Three men and two women make up the shortlist, and their media vary greatly, from painting to photography, and montage to sound-based installations. Among the best known of the group is Charles Stankievech, who teaches at the University of Toronto’s visual arts faculty, and has exhibited globally at such prestigious art centres as Palais de Tokyo in Paris, and the Chinati Foundation in Marfa, Texas.

His work explores such weighty topics as the military-industrial complex and homeland security. At one point in his career, he was hired as a private contractor for the Department of National Defence, where he conducted independent research in intelligence operations. In Marfa, the artist suspended 36 electrifying fluorescent bug zappers in a grid above a public space. At night, the devices gave off a compelling blue glow and crackling sounds as bugs hit the lethal light source. Stankievech described the installation as “the paradoxes of security and beauty.”

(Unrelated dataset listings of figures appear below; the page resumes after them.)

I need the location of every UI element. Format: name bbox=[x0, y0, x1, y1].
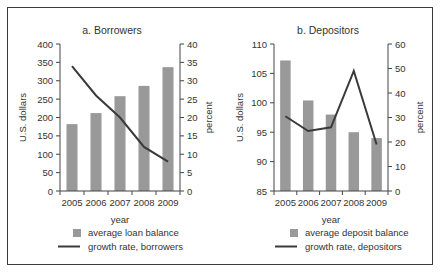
y-tick-label: 100 bbox=[251, 97, 267, 108]
y-tick-label: 90 bbox=[256, 156, 267, 167]
y2-axis-title: percent bbox=[203, 101, 214, 133]
chart-title: a. Borrowers bbox=[82, 24, 142, 36]
y2-tick-label: 50 bbox=[395, 63, 406, 74]
x-tick-label: 2008 bbox=[133, 197, 154, 208]
x-tick-label: 2009 bbox=[157, 197, 178, 208]
y2-tick-label: 60 bbox=[395, 39, 406, 50]
bar bbox=[349, 132, 359, 191]
y2-tick-label: 0 bbox=[395, 186, 400, 197]
legend-line-label: growth rate, borrowers bbox=[88, 241, 183, 252]
x-tick-label: 2009 bbox=[366, 197, 387, 208]
chart-title: b. Depositors bbox=[297, 24, 359, 36]
x-tick-label: 2005 bbox=[275, 197, 296, 208]
bar bbox=[66, 124, 77, 191]
y-tick-label: 250 bbox=[37, 94, 53, 105]
bar bbox=[90, 113, 101, 191]
legend-bar-label: average loan balance bbox=[88, 227, 179, 238]
y-tick-label: 200 bbox=[37, 112, 53, 123]
legend-line-label: growth rate, depositors bbox=[305, 241, 402, 252]
bar bbox=[371, 138, 381, 191]
y2-axis-title: percent bbox=[414, 101, 425, 133]
x-axis-title: year bbox=[322, 214, 340, 225]
x-tick-label: 2005 bbox=[61, 197, 82, 208]
y2-tick-label: 40 bbox=[395, 88, 406, 99]
y-tick-label: 110 bbox=[252, 39, 267, 50]
x-tick-label: 2007 bbox=[109, 197, 130, 208]
y2-tick-label: 0 bbox=[187, 186, 192, 197]
y-tick-label: 150 bbox=[37, 130, 53, 141]
y2-tick-label: 25 bbox=[187, 94, 198, 105]
bar bbox=[280, 60, 290, 191]
y2-tick-label: 20 bbox=[187, 112, 198, 123]
y-tick-label: 95 bbox=[256, 127, 267, 138]
y2-tick-label: 10 bbox=[395, 161, 406, 172]
y2-tick-label: 10 bbox=[187, 149, 198, 160]
y2-tick-label: 5 bbox=[187, 167, 192, 178]
figure-canvas: a. Borrowers0501001502002503003504000510… bbox=[0, 0, 442, 274]
x-tick-label: 2006 bbox=[85, 197, 106, 208]
y-tick-label: 0 bbox=[48, 186, 53, 197]
legend-bar-swatch-icon bbox=[73, 229, 81, 237]
y-tick-label: 100 bbox=[37, 149, 53, 160]
y2-tick-label: 30 bbox=[187, 75, 198, 86]
x-tick-label: 2008 bbox=[343, 197, 364, 208]
x-tick-label: 2006 bbox=[298, 197, 319, 208]
chart-depositors: b. Depositors859095100105110010203040506… bbox=[234, 24, 425, 252]
y-axis-title: U.S. dollars bbox=[17, 93, 28, 142]
y2-tick-label: 15 bbox=[187, 130, 198, 141]
bar bbox=[303, 100, 313, 191]
y2-tick-label: 20 bbox=[395, 137, 406, 148]
y-tick-label: 350 bbox=[37, 57, 53, 68]
y-tick-label: 50 bbox=[42, 167, 53, 178]
bar bbox=[114, 96, 125, 191]
y-tick-label: 105 bbox=[251, 68, 267, 79]
chart-borrowers: a. Borrowers0501001502002503003504000510… bbox=[17, 24, 214, 252]
x-axis-title: year bbox=[111, 214, 129, 225]
x-tick-label: 2007 bbox=[320, 197, 341, 208]
y2-tick-label: 35 bbox=[187, 57, 198, 68]
legend-bar-swatch-icon bbox=[290, 229, 298, 237]
y-tick-label: 300 bbox=[37, 75, 53, 86]
legend-bar-label: average deposit balance bbox=[305, 227, 409, 238]
y-tick-label: 400 bbox=[37, 39, 53, 50]
y2-tick-label: 40 bbox=[187, 39, 198, 50]
bar bbox=[138, 86, 149, 191]
y2-tick-label: 30 bbox=[395, 112, 406, 123]
bar bbox=[162, 67, 173, 191]
y-tick-label: 85 bbox=[256, 186, 267, 197]
y-axis-title: U.S. dollars bbox=[234, 93, 245, 142]
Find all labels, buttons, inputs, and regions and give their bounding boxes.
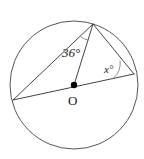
angle-arc-36: [81, 37, 89, 41]
circle-geometry-figure: 36° x° O: [0, 0, 144, 159]
angle-label-36: 36°: [61, 45, 80, 60]
chord-line-ac: [93, 24, 134, 74]
center-label-o: O: [68, 93, 77, 108]
angle-arc-x: [113, 61, 120, 79]
geometry-diagram: 36° x° O: [0, 0, 144, 159]
angle-label-x: x°: [103, 63, 114, 75]
center-point-dot: [71, 82, 77, 88]
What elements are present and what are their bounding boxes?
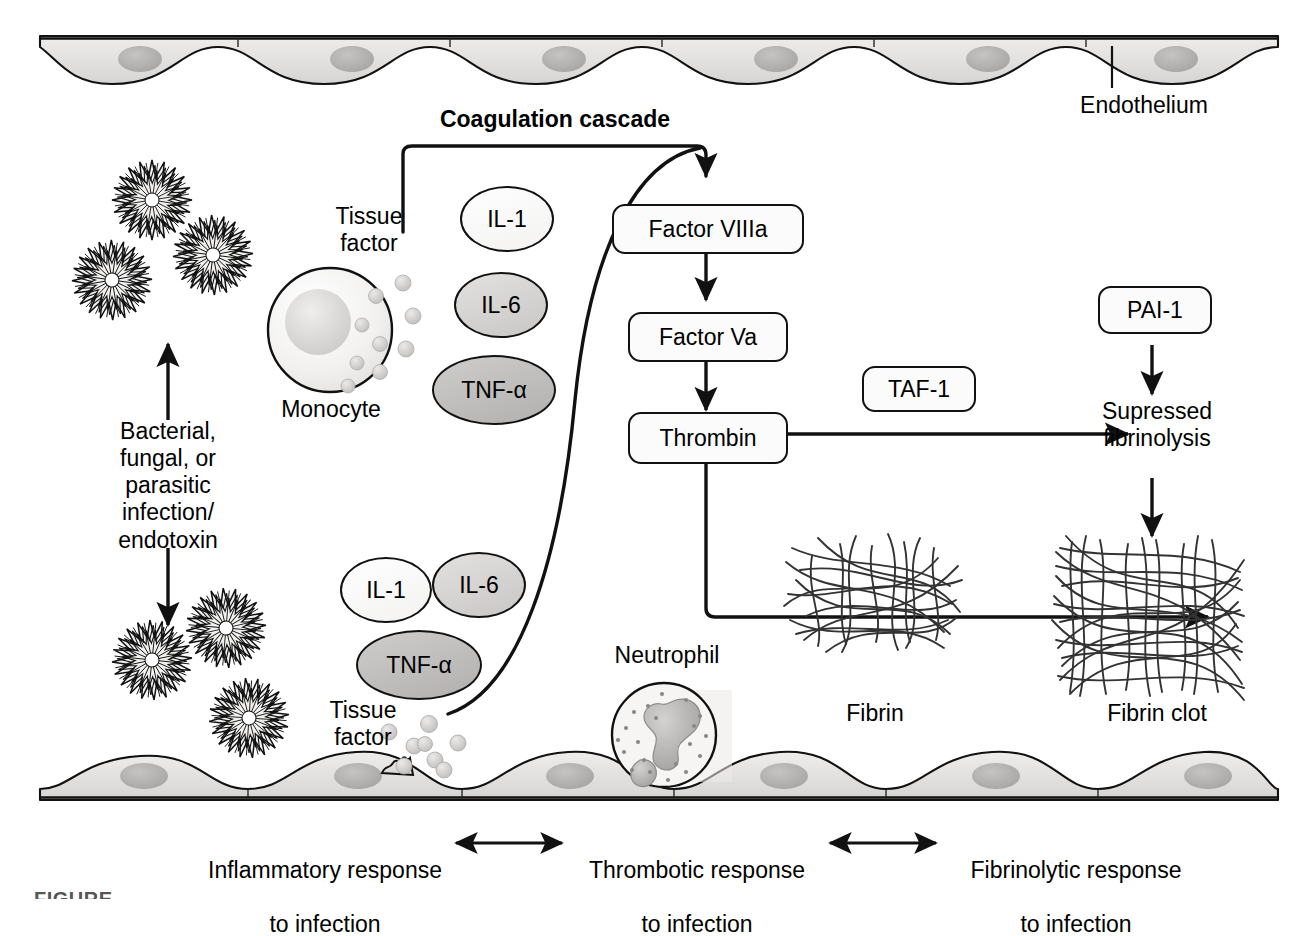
tissue-factor-label-lower: Tissue factor [288, 697, 438, 751]
cytokine-il1-lower-label: IL-1 [342, 577, 430, 604]
fibrin-label: Fibrin [790, 700, 960, 727]
monocyte-cell [268, 268, 421, 393]
cascade-box-factor-viiia[interactable]: Factor VIIIa [612, 204, 804, 254]
taf1-box[interactable]: TAF-1 [862, 366, 976, 412]
cascade-box-thrombin-label: Thrombin [630, 425, 786, 452]
footer-item-inflammatory: Inflammatory response to infection [190, 830, 460, 936]
cytokine-il6-lower-label: IL-6 [434, 572, 524, 599]
footer-item-fibrinolytic-line1: Fibrinolytic response [971, 857, 1182, 883]
arrow-thrombin-to-fibrin [706, 462, 1208, 617]
cytokine-tnfa-lower[interactable]: TNF-α [356, 630, 482, 700]
footer-item-thrombotic-line1: Thrombotic response [589, 857, 805, 883]
cytokine-il6-lower[interactable]: IL-6 [432, 552, 526, 618]
figure-caption-partial: FIGURE [34, 888, 113, 899]
fibrin-clot-mesh [1052, 536, 1244, 700]
endothelium-top [40, 36, 1278, 88]
footer-item-inflammatory-line2: to infection [269, 911, 380, 936]
fibrin-mesh [784, 534, 962, 652]
pai1-box[interactable]: PAI-1 [1098, 286, 1212, 334]
cascade-box-factor-va[interactable]: Factor Va [628, 312, 788, 362]
cascade-box-factor-viiia-label: Factor VIIIa [614, 216, 802, 243]
cytokine-tnfa-upper-label: TNF-α [434, 377, 554, 404]
cytokine-il1-upper-label: IL-1 [462, 206, 552, 233]
pathogens-bottom [96, 576, 293, 761]
pai1-label: PAI-1 [1100, 297, 1210, 324]
cytokine-tnfa-upper[interactable]: TNF-α [432, 355, 556, 425]
infection-source-label: Bacterial, fungal, or parasitic infectio… [58, 418, 278, 554]
footer-item-fibrinolytic: Fibrinolytic response to infection [946, 830, 1206, 936]
footer-item-thrombotic: Thrombotic response to infection [572, 830, 822, 936]
neutrophil-label: Neutrophil [592, 642, 742, 669]
endothelium-label: Endothelium [1034, 92, 1254, 119]
cascade-box-thrombin[interactable]: Thrombin [628, 412, 788, 464]
neutrophil-cell [612, 683, 732, 787]
cascade-box-factor-va-label: Factor Va [630, 324, 786, 351]
coagulation-cascade-header: Coagulation cascade [400, 106, 710, 133]
suppressed-fibrinolysis-label: Supressed fibrinolysis [1072, 398, 1242, 452]
cytokine-il6-upper[interactable]: IL-6 [454, 272, 548, 338]
footer-item-fibrinolytic-line2: to infection [1020, 911, 1131, 936]
tissue-factor-label-upper: Tissue factor [294, 203, 444, 257]
cytokine-tnfa-lower-label: TNF-α [358, 652, 480, 679]
pathogens-top [62, 160, 268, 330]
taf1-label: TAF-1 [864, 376, 974, 403]
footer-item-inflammatory-line1: Inflammatory response [208, 857, 442, 883]
fibrin-clot-label: Fibrin clot [1062, 700, 1252, 727]
cytokine-il1-upper[interactable]: IL-1 [460, 186, 554, 252]
footer-item-thrombotic-line2: to infection [641, 911, 752, 936]
cytokine-il6-upper-label: IL-6 [456, 292, 546, 319]
cytokine-il1-lower[interactable]: IL-1 [340, 557, 432, 623]
monocyte-label: Monocyte [256, 396, 406, 423]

Montreal-based multidisciplinary artist Hajra Waheed also explores themes of covert power and mass surveillance. Born in Calgary, Waheed spent part of her youth in the Persian Gulf, living in a gated community controlled by Saudi oil company Aramco, which may explain her interest in the power of secrecy.

One of her installations, The Cyphers, includes a low plinth with an assortment of unidentifiable objects, fragments, and faded photographs clipped to files, carefully laid out like a laboratory archive. The mystery and intrigue of not knowing what these items might represent is both frustrating and compelling. As one reviewer wrote, the work presents “the sheer madness of surveillance. When everything may hold importance, nothing can ever be discarded. A tiny, unexpected detail may reveal hidden truths or vital strategic information.”

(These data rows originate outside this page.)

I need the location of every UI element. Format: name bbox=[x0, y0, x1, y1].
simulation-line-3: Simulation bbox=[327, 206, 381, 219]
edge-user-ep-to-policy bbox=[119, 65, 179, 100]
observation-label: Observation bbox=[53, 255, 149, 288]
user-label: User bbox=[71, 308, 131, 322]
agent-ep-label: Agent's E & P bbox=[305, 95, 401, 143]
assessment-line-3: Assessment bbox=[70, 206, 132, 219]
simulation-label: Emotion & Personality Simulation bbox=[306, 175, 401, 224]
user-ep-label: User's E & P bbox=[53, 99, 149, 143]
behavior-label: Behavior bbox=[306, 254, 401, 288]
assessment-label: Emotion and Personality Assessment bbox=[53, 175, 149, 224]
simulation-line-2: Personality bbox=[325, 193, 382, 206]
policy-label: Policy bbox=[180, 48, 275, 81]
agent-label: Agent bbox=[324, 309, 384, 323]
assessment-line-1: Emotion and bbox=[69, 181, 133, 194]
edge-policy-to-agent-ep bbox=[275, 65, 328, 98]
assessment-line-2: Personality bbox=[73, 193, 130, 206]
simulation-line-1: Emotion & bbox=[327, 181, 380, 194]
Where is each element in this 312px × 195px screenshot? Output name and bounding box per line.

Jeremy Shaw, a Vancouver artist who is now based in Berlin, offers up ethereal explorations into altered states of consciousness, presented through film, videos and sound. Shaw’s work is eerie and beautiful, and hard to pin down. One audiovisual installation presented at New York’s MoMA PS 1 in 2011, called Best Minds, was described in Canadian Art as “an audiovisual installation allying the mysticism of a splinter sect of Pentecostal Christians from the 1960s with current discussions on artificial intelligence.” The piece included slow-motion footage of snake-handing zealots. The slow pace underlined the unexpected grace and beauty in the Quakers’ actions as they flailed about.

Not all of the Sobey finalists are tapping alternate realities. Painter Brenda Draney, who has been nominated for a Sobey Art Award before, infuses her paintings with brilliant colour, gestures and figurative forms. The paintings are narratives about the people she grew up with in a small northern town. Draney is Cree, from Sawridge First Nation in Slave Lake, Alberta, home to approximately 6,800 people. By painting her neighbours and friends, she says, “I think there are other people from small northern towns who understand something from the heart of those narratives.”

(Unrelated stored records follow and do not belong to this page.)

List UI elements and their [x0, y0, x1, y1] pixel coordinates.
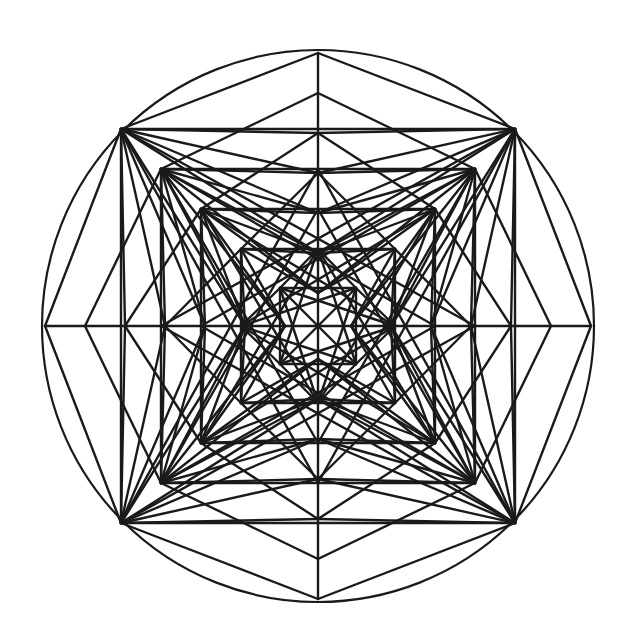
fan-line — [431, 169, 475, 326]
star-line — [45, 326, 121, 523]
star-construction-diagram — [0, 0, 631, 640]
star-line — [318, 523, 515, 599]
star-line — [121, 53, 318, 129]
fan-line — [161, 169, 318, 213]
diagram-canvas — [0, 0, 631, 640]
fan-line — [161, 326, 205, 483]
star-line — [318, 53, 515, 129]
fan-line — [161, 439, 318, 483]
star-line — [45, 129, 121, 326]
axis-lines-group — [45, 53, 591, 599]
fan-line — [161, 169, 205, 326]
fan-line — [431, 326, 475, 483]
star-line — [121, 523, 318, 599]
fan-line — [318, 439, 475, 483]
star-line — [515, 129, 591, 326]
star-line — [515, 326, 591, 523]
fan-line — [318, 169, 475, 213]
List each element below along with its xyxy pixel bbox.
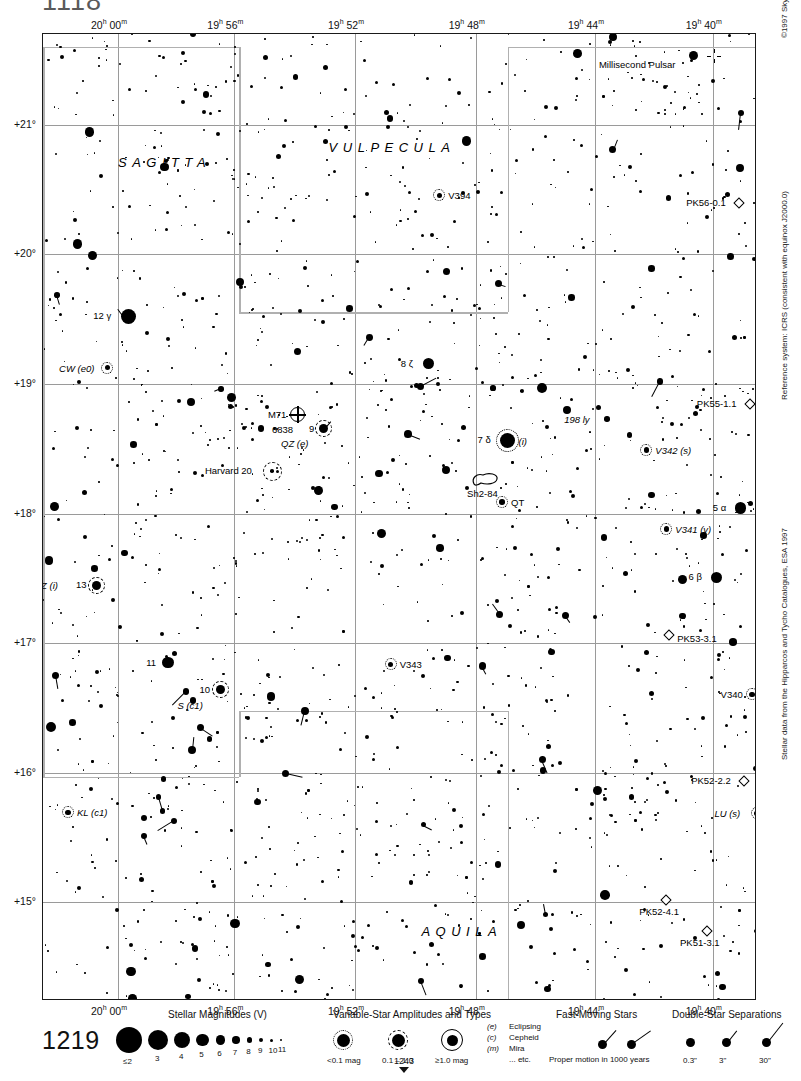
star-dot	[148, 793, 150, 795]
planetary-nebula-icon[interactable]	[733, 198, 744, 209]
planetary-nebula-icon[interactable]	[744, 399, 755, 410]
named-star[interactable]	[121, 309, 136, 324]
star-dot	[729, 657, 731, 659]
star-dot	[740, 320, 742, 322]
star-dot	[140, 528, 142, 530]
star-dot	[201, 398, 203, 400]
star-dot	[515, 159, 518, 162]
star-dot	[634, 801, 636, 803]
double-star-separation-line	[729, 1031, 737, 1041]
star-dot	[378, 862, 380, 864]
star-dot	[747, 393, 749, 395]
variable-sample-dot	[337, 1034, 350, 1047]
star-dot	[675, 493, 677, 495]
star-dot	[413, 670, 415, 672]
star-dot	[654, 814, 656, 816]
star-dot	[591, 846, 593, 848]
planetary-nebula-icon[interactable]	[664, 630, 675, 641]
page-marker-arrow-icon	[399, 1067, 409, 1073]
pulsar-label: Millisecond Pulsar	[599, 60, 676, 70]
nebula-label: Sh2-84	[467, 489, 498, 499]
star-dot	[77, 886, 81, 890]
star-dot	[555, 606, 558, 609]
star-dot	[467, 665, 469, 667]
star-dot	[701, 395, 703, 397]
globular-cluster-icon[interactable]	[290, 407, 305, 422]
named-star[interactable]	[735, 502, 747, 514]
star-dot	[531, 469, 533, 471]
star-dot	[381, 390, 383, 392]
planetary-nebula-icon[interactable]	[738, 776, 749, 787]
planetary-nebula-label: PK51-3.1	[680, 938, 720, 948]
named-star[interactable]	[162, 657, 174, 669]
star-dot	[399, 181, 401, 183]
star-dot	[670, 422, 674, 426]
star-dot	[82, 80, 84, 82]
star-dot	[524, 630, 526, 632]
star-dot	[483, 706, 485, 708]
star-dot	[207, 444, 209, 446]
star-dot	[228, 954, 230, 956]
star-dot	[631, 569, 633, 571]
star-dot	[242, 426, 246, 430]
star-dot	[487, 604, 489, 606]
star-dot	[230, 66, 232, 68]
star-dot	[625, 722, 628, 725]
variable-star-label: QT	[511, 498, 524, 508]
star-dot	[72, 624, 74, 626]
star-dot	[268, 974, 270, 976]
star-dot	[437, 377, 439, 379]
star-dot	[753, 202, 755, 204]
star-dot	[76, 964, 78, 966]
star-dot	[628, 665, 630, 667]
star-dot	[491, 206, 493, 208]
star-dot	[535, 686, 537, 688]
star-dot	[690, 97, 692, 99]
star-dot	[401, 919, 404, 922]
star-dot	[688, 92, 690, 94]
star-dot	[286, 416, 288, 418]
star-dot	[586, 515, 588, 517]
star-dot	[213, 983, 215, 985]
planetary-nebula-icon[interactable]	[701, 926, 712, 937]
star-dot	[373, 381, 375, 383]
named-star[interactable]	[711, 572, 723, 584]
star-dot	[558, 564, 560, 566]
star-dot	[282, 144, 286, 148]
star-dot	[470, 37, 472, 39]
star-dot	[711, 817, 713, 819]
pulsar-icon[interactable]	[707, 49, 721, 63]
star-chart[interactable]: 12 γ8 ζ97 δ(i)5 α6 β131110V394CW (e0)QZ …	[42, 33, 756, 1000]
star-dot	[640, 153, 642, 155]
star-dot	[226, 946, 228, 948]
star-dot	[648, 265, 655, 272]
star-dot	[170, 488, 173, 491]
named-star[interactable]	[423, 358, 435, 370]
emission-nebula-icon[interactable]	[471, 471, 501, 489]
star-dot	[714, 454, 716, 456]
star-dot	[154, 515, 156, 517]
star-dot	[532, 148, 534, 150]
star-dot	[380, 564, 384, 568]
variable-star-label: V340	[721, 690, 743, 700]
star-dot	[365, 735, 369, 739]
star-dot	[342, 630, 344, 632]
star-dot	[520, 263, 522, 265]
page-number-top: 1118	[42, 0, 102, 17]
magnitude-sample-dot	[247, 1037, 253, 1043]
star-dot	[537, 576, 539, 578]
star-dot	[207, 736, 212, 741]
star-dot	[227, 701, 229, 703]
star-dot	[688, 417, 690, 419]
star-dot	[367, 437, 369, 439]
boundary-segment	[239, 711, 241, 777]
star-dot	[315, 519, 317, 521]
star-dot	[553, 869, 557, 873]
star-dot	[256, 499, 259, 502]
planetary-nebula-icon[interactable]	[661, 895, 672, 906]
star-dot	[284, 119, 287, 122]
star-dot	[90, 429, 92, 431]
star-dot	[235, 562, 237, 564]
star-dot	[111, 458, 114, 461]
star-dot	[753, 508, 755, 510]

Finally, William Robinson of Halifax is lesser known, as many of his installations have been exhibited temporarily during local festivals and exhibitions. His works are based on collaborations with other creatives and explore the marginal regions of music and sound. Installed at a Halifax church, the 2015 piece Sun Ship Machine Gun (Metallurgy I) was a mixed-media installation and performance involving saxophonists, video, audio, and sculpture. The installation was described as an exploration into “the narratives inherent in the metal of saxophones purported to have been descended from WWII’s discarded artillery shells that once took the form of aged European church bells.”

The winner of the 2016 Sobey Art Award will be announced November 1, at the National Gallery of Canada in Ottawa, where an exhibit of the finalists’ works is on view now until February 5, 2017.